By Brigitte L. Nacos
What are we to make of American politics and its supposed
transparency, when it takes the metamorphosis of a celebrity journalist to draw
intense national attention to decision-making based on wishful pseudo-reality
rather than on the reality with respect to Iraq? What are we to make of
American politics and its power sharing arrangement, when it takes a new
bestselling book to reveal what congressional committees and the 9/11
commission should have known a long time ago? Let me just mention the so far
most glaring revelation: According to the Washington Post, Bob Woodward reveals in “State of Denial” that “then-CIA Director George J. Tenet and his
counterterrorism chief, J. Cofer Black, grew so concerned in the summer of 2001
about a possible al-Qaeda attack that they drove straight to the White House to
get high-level attention.” Although Tenet and Black managed to pay
then-National Security Advisor Condoleezza Rice a “surprise visit” to make an
impression, “the meeting on July 10, 2001, left Tenet and Black frustrated and
feeling brushed off… Rice, they thought, did not seem to feel the same sense of
urgency about the threat and was content to wait for an ongoing policy review.”
Problem is that neither congressional committees nor the 9/11 Commission
learned of the July meeting as they investigated pre-9/11 counterterrorism
efforts and the lack thereof. Instead, the omission of the July meeting allowed
administration officials to stick to their claim that they had not ignored
warnings about Al Qaeda’s plans as expressed forcefully by Richard A. Clarke,
the White House counterterrorism advisor who had stayed on for part of the Bush
presidency.
After former President Bill Clinton defended his counterterrorism policy in
an interview with Fox News last weekend and implied that the Bush
administration had not paid enough attention to the threat of terrorism in its
first eight months, Secretary of State Rice defended the Bush administration’s record
on dealing with the threat of Islamic militants prior to the 2001 attacks at
least matched Clinton's. She said, “The notion that somehow for eight months
the Bush administration sat there and didn't do that is just flatly false."
The July 10, 2001 meeting indicates otherwise.
According to the Washington Post, “Jamie S. Gorelick, a member of the Sept.
11 commission, said she checked with commission staff members who told her
investigators were never told about a July 10 meeting. "We didn't know
about the meeting itself," she said. "I can assure you it would have
been in our report if we had known to ask about it."
Since White House and State Department officials confirmed yesterday that
the meeting on July 10th did take place, Ms. Rice’s version is not
persuasive. And the real question is, why nobody mentioned this meeting in the
first place during hearing held by the 9/11 commission and congressional
committees?
Why didn’t Mr. Tenet and Mr. Black provide the information in their several
appearances be? According to Woodward, Black "felt there were things the
commissions wanted to know about and things they didn't want to know about.”
Whatever the truth may be in this particular case and in the larger picture—there
has neither been transparency nor power sharing in the post-9/11 era.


- Task brief
Scan the entries below. Report each line where the string "JSON" occurs.

---- Input records

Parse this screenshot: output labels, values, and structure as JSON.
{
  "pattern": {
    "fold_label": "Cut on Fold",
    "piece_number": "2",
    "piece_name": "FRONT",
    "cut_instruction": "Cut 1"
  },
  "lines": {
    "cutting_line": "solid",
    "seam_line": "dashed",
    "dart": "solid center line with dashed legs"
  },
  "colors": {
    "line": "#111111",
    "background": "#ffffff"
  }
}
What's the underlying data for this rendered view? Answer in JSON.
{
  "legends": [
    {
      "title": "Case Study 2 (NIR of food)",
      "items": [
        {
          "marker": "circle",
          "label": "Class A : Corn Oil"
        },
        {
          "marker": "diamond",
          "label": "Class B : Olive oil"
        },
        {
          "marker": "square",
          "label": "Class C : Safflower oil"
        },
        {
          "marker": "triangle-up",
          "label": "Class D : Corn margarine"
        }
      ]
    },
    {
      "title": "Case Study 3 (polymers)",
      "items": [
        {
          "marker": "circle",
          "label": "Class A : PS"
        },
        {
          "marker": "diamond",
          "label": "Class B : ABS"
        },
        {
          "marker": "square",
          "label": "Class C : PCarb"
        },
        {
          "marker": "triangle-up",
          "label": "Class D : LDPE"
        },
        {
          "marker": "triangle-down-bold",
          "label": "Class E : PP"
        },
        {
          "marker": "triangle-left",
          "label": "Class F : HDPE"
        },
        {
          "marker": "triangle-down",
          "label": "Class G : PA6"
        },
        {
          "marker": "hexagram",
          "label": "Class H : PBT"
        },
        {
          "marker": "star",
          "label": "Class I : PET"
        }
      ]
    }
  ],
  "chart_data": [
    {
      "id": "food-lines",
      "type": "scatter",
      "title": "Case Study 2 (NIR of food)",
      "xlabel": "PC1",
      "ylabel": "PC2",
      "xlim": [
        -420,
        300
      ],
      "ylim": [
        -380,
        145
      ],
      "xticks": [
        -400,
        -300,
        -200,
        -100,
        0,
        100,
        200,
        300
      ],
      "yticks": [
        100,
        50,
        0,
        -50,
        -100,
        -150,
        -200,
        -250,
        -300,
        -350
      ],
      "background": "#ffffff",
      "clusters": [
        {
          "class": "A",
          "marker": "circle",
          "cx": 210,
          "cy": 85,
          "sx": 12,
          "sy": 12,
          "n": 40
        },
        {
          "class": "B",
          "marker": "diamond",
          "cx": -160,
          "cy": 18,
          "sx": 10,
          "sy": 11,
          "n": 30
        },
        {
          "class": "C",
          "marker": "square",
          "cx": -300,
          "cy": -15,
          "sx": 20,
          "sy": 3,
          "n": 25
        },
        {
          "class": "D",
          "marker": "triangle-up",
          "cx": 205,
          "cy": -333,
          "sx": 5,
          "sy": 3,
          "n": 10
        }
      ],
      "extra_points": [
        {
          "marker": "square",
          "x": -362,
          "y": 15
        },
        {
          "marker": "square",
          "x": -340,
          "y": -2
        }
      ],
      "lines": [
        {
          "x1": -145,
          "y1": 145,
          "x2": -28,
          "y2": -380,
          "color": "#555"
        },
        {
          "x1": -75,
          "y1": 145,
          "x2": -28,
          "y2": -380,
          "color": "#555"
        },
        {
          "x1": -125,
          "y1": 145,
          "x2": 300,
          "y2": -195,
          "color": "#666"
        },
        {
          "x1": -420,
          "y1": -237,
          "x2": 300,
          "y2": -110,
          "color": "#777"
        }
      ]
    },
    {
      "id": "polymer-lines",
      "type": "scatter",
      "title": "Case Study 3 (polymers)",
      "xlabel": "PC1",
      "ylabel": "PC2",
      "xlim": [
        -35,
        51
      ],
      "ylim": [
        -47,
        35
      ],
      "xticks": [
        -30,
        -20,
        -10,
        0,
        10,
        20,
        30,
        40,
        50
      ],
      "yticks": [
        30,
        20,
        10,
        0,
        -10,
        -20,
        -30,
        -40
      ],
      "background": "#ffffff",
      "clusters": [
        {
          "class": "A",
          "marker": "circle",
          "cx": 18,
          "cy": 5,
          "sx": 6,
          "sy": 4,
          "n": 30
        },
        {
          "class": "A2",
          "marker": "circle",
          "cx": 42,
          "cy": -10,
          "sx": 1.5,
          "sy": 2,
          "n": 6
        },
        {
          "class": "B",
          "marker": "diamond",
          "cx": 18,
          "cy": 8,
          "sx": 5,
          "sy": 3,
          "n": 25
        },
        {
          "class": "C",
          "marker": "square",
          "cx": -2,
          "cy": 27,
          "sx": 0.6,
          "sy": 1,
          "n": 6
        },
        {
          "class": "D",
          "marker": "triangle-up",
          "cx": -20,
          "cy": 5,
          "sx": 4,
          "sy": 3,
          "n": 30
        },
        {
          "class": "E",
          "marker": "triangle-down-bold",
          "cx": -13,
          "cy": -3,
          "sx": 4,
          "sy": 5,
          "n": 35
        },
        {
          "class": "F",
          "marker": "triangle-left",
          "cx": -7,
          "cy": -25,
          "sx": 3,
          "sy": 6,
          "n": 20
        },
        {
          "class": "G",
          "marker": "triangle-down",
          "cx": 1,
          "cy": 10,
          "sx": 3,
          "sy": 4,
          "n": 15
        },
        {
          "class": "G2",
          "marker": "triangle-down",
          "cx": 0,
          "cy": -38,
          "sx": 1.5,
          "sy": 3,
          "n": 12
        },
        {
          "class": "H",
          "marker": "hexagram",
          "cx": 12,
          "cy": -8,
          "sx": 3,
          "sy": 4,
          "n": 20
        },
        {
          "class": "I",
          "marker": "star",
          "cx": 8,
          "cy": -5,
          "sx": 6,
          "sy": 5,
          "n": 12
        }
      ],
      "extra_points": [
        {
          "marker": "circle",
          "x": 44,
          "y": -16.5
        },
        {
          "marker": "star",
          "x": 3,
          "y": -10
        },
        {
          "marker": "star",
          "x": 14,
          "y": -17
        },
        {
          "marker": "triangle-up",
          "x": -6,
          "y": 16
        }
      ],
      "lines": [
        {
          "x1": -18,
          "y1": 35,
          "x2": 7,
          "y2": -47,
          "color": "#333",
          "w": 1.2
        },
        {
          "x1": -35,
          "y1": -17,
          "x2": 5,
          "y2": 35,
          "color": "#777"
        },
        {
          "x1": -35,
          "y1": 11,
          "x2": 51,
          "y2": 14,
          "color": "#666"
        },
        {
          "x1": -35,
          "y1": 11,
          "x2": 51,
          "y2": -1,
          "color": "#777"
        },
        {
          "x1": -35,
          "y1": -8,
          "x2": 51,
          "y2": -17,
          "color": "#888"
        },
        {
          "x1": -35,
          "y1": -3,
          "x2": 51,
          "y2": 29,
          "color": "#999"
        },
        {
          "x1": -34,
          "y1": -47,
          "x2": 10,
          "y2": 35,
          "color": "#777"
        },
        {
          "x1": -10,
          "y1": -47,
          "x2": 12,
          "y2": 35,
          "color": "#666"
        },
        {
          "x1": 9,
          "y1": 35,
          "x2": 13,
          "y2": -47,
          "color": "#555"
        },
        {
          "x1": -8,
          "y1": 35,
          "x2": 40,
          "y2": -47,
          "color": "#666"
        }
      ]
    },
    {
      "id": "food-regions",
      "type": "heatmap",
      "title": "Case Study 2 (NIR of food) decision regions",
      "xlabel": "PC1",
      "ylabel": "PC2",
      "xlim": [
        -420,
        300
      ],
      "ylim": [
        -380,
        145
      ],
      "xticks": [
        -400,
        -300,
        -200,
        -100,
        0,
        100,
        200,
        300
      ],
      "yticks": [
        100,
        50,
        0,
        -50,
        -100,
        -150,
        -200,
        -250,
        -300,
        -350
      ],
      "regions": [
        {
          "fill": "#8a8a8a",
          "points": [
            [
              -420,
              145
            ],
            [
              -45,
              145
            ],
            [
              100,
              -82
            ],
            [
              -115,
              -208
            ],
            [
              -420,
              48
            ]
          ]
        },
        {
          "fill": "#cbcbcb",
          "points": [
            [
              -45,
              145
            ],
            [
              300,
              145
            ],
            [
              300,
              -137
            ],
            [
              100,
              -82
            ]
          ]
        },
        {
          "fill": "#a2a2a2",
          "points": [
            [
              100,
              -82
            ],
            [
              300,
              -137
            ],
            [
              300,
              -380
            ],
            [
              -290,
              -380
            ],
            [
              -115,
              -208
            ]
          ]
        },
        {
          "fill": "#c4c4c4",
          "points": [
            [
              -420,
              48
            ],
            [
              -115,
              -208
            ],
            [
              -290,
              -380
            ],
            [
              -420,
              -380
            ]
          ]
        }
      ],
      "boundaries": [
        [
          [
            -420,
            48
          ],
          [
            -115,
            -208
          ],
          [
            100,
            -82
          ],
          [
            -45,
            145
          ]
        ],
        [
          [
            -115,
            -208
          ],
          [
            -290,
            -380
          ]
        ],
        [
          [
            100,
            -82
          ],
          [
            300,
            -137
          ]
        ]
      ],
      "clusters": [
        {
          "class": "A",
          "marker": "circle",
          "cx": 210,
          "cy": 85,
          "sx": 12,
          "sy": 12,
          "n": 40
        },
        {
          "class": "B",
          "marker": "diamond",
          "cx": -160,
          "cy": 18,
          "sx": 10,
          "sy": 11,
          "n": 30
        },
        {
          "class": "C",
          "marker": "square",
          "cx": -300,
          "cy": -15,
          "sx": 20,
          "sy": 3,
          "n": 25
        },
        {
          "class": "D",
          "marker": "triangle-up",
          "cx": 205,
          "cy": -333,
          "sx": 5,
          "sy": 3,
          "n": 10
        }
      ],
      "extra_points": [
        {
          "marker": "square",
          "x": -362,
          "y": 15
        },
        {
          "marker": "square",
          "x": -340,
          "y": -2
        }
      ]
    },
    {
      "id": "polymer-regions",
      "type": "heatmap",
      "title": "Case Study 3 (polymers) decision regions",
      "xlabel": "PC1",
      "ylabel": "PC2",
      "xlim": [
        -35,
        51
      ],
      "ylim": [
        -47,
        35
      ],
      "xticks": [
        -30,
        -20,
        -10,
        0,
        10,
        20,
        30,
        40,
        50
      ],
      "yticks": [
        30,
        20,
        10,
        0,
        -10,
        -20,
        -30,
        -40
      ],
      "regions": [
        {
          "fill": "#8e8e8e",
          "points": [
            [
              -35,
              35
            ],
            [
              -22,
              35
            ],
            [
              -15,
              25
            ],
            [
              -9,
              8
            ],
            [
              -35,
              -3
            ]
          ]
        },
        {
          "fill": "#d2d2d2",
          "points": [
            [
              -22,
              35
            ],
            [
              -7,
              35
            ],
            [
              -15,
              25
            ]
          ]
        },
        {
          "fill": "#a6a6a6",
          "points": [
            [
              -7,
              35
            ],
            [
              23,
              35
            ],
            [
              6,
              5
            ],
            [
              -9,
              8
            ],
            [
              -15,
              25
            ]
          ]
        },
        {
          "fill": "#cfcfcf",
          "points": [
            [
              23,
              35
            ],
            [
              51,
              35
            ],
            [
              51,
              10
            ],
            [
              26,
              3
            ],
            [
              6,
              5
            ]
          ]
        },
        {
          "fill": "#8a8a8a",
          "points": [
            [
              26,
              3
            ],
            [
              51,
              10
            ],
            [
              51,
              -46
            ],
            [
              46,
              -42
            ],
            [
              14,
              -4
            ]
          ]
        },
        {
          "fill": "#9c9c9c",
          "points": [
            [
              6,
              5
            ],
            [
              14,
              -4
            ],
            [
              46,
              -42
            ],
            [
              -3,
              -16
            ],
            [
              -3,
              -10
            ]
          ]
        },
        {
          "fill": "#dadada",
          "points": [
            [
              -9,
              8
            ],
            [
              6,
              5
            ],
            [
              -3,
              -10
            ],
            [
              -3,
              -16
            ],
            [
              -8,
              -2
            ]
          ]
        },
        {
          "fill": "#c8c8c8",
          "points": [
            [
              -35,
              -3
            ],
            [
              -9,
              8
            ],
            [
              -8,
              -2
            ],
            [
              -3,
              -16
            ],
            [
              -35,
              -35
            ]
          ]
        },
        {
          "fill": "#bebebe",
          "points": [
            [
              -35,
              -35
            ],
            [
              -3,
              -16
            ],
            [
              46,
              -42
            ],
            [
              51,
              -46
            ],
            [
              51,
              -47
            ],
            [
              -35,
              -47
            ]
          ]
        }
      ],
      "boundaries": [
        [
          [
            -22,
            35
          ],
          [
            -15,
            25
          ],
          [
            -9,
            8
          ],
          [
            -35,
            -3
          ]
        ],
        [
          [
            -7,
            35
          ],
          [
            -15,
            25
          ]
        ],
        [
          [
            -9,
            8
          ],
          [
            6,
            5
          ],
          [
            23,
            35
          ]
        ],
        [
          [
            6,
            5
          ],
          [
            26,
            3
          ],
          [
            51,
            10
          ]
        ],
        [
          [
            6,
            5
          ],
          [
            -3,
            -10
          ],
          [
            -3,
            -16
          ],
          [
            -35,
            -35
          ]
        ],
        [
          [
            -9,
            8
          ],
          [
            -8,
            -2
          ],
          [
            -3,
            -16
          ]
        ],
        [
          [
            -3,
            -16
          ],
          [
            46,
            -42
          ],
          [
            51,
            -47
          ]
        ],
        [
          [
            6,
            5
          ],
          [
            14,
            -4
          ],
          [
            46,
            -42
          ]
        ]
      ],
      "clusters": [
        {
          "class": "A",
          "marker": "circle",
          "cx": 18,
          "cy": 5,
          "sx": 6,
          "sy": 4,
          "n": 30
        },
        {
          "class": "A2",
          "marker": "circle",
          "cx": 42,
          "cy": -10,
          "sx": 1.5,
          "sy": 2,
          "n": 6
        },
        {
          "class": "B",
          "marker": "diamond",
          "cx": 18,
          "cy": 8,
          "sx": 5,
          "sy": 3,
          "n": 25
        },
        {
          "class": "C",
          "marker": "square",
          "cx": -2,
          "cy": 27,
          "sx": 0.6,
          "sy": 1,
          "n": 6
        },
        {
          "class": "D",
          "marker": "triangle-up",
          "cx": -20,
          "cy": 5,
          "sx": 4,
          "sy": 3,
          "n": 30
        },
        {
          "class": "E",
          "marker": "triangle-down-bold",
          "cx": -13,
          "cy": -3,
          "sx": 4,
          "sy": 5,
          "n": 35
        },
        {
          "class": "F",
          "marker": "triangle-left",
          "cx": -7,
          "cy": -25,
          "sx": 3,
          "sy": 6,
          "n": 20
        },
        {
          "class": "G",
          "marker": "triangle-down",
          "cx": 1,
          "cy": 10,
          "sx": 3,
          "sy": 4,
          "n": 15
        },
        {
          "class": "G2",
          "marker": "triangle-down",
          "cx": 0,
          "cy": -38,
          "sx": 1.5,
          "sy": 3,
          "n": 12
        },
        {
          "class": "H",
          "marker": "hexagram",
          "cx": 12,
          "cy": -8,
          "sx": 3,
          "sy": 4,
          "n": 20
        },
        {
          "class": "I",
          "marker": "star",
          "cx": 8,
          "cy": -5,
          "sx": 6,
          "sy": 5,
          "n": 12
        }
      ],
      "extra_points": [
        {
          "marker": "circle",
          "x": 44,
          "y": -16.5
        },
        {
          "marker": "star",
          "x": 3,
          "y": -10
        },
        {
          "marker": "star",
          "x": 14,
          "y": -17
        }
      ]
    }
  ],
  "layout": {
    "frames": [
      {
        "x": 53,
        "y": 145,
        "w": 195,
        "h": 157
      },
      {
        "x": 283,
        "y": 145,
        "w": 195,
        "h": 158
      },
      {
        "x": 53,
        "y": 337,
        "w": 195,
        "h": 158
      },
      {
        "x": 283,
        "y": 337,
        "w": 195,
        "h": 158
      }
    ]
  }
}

--------

- Result for this task
Parse this screenshot: output labels, values, and structure as JSON.
What's the underlying data for this rendered view? Answer in JSON.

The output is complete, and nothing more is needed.